"There are streets named after the events; they know where the regiments went."
She said she was impressed with the number of people she was able to meet who were young men or women at the time and whose memories are still fresh, like the man who had led the soldiers to the corpses of their dead comrades.
"Another man told me how, as a little boy, he was allowed to play on a Canadian tank after the village was liberated. He's kept in touch with the one of the tank's crew members ever since. Another man I met actually knew Dad," she said.
Grayson said not many of the Regina Rifles had experienced battle prior to D-Day.
Her father was with the invasion team from June 6 to July 18 when he suffered a serious gunshot wound while crossing the Orne River near the village of Vaucelles.
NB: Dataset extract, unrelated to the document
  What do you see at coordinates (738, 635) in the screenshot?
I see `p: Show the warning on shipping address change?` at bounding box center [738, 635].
He spent the next four months in a hospital in England and was later sent home.
"Dad and Mom (Ellen, nee Christopherson) explained to us why Dad needed a cane. I was ready to hate the Germans because they had hurt him but they urged me not to feel that way, because they held out the possibility that Dad could have been hit by friendly fire as easily as he might have been hit by a German bullet. I admired them for that," she said in one recounting of earlier days.
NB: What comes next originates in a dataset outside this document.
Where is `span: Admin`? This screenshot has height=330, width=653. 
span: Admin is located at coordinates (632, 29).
But after the visit, "I got a whole new appreciation of who he was and where he went. I was able to visualize those young men moving up the beach (400 yards at low tide so as to expose the German-laid mines). Coming off the boats. Fewer than 40 from Dad's landing boat actually made it to the beach. He saw two friends die in front of him."
In the book, Look To Your Front Regina Rifles, written by veteran Gordon Brown, Lt. Grayson was quoted as saying that his distinct memories of D-Day on Normandy Beach "is what wasn't there - support."
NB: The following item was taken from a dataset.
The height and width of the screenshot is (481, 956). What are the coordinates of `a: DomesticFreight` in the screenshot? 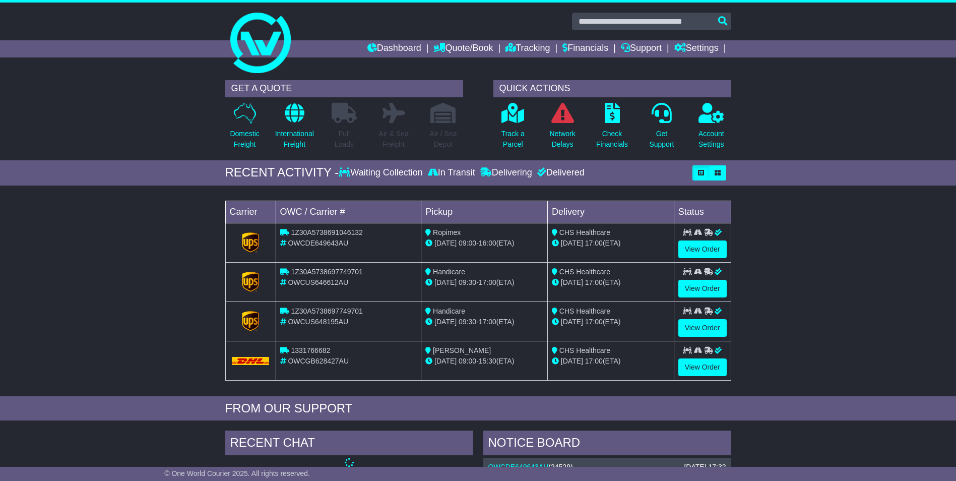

There was no smoke screen, he recalled in one passage in the book. And the expected air and sea protection was missing. The Air Force missed the beach he was on with their rockets falling short of target. The landing was carried out in rough seas with most of the men aboard getting sea sick and because theirs was one of the boats in the second wave, when they landed they were greeted by "a gruesome sight."
The bunkers at Courseulles-sur-Mer were significant and well built. Lt. Grayson's daughter was able to get a first-hand look at one of them.
"I was struck by the fact I was seeing something of what my Dad saw," she said.
As far as the documentary is concerned, "I knew the story, but seeing a guy, an actor, acting it out, this dangerous situation that my Dad found himself in. I don't know how to explain it," said Grayson, referring to the small part of the documentary she was able to view prior to its release.
The writers and producers of the film were the ones who determined who they were going to focus on.
His daughter recalls that her father loved England.
He practised law in Moose Jaw at Grayson & Co. after his return. It was a law firm founded by his grandfather, and it was where his father had also practiced.
Bill Grayson served as the Veterans' Pensions Advocate for Saskatchewan from 1967 to around 1983 and was recognized for his contributions in that category.
"He was especially concerned with the lack of pension consideration for First Nations soldiers, for whom he had a great respect and admiration," said his daughter, noting that in the 1970s her father took Cree language courses to better enable him to communicate with First Nations veterans.
How A Military Cross was earned
The following is a documented retelling of Lt. Bill Grayson's activities on Juno Beach and beyond, confirmed twice by those who witnessed the action:
The Reginas were stopped at the seawall by enemy fire. Able Company commander Major Duncan Grosch was wounded.
Lt. Bill Grayson had a daredevil spirit and he didn't want to let his commanding officer down. Lt. Grayson ran through a gap in the barbed wire and made it to the side of a house. A concrete gun emplacement, blasting the beach, was down an alley. Between Grayson and the emplacement was more barbed wire and a machine gun nest. The machine gun fired on a fixed arc at regular intervals. Grayson calculated there was just enough time between bursts of fire to reach the emplacement.
The lieutenant made a made dash but got entangled in the wire. Perhaps the German gunner was surprised because the machine gun stopped. It was just for a few moments, but that was long enough for Grayson to tear himself free. He tossed a grenade through an aperture in the emplacement. The grenade exploded and the lieutenant dived in. He got to his feet in time to see the gun crew race out the back door. The last man threw a "potato masher" grenade. It landed between Grayson's feet. He picked it up and threw it back at the German, but the enemy soldier escaped before it exploded.
Lt. Grayson raced after the enemy through the back and into a trench that zig-zagged to an underground shelter. Down the hole, Grayson saw the enemy and heard shouts of "Kamerad." Grayson motioned with his pistol for the Germans to come out. They were trapped by one incredibly brave soldier. Thirty-five Germans surrendered and their artillery gun was destroyed.
By then, other men from A Company had reached the emplacement and they disarmed the prisoners and led them away. The 88mm gun was now out of action and A Company was able to push on into the town to clear Block 5.
For this daring action, Grayson was awarded the Military Cross.
Following the invasion, it was noted that about two-thirds of A Company were lost during the action. The Company was later reinforced with 100 new soldiers.
With the occupation of Bretteville, the Regina Rifles were the first and only unit of the invasion force to reach and hold its final D-Day objective.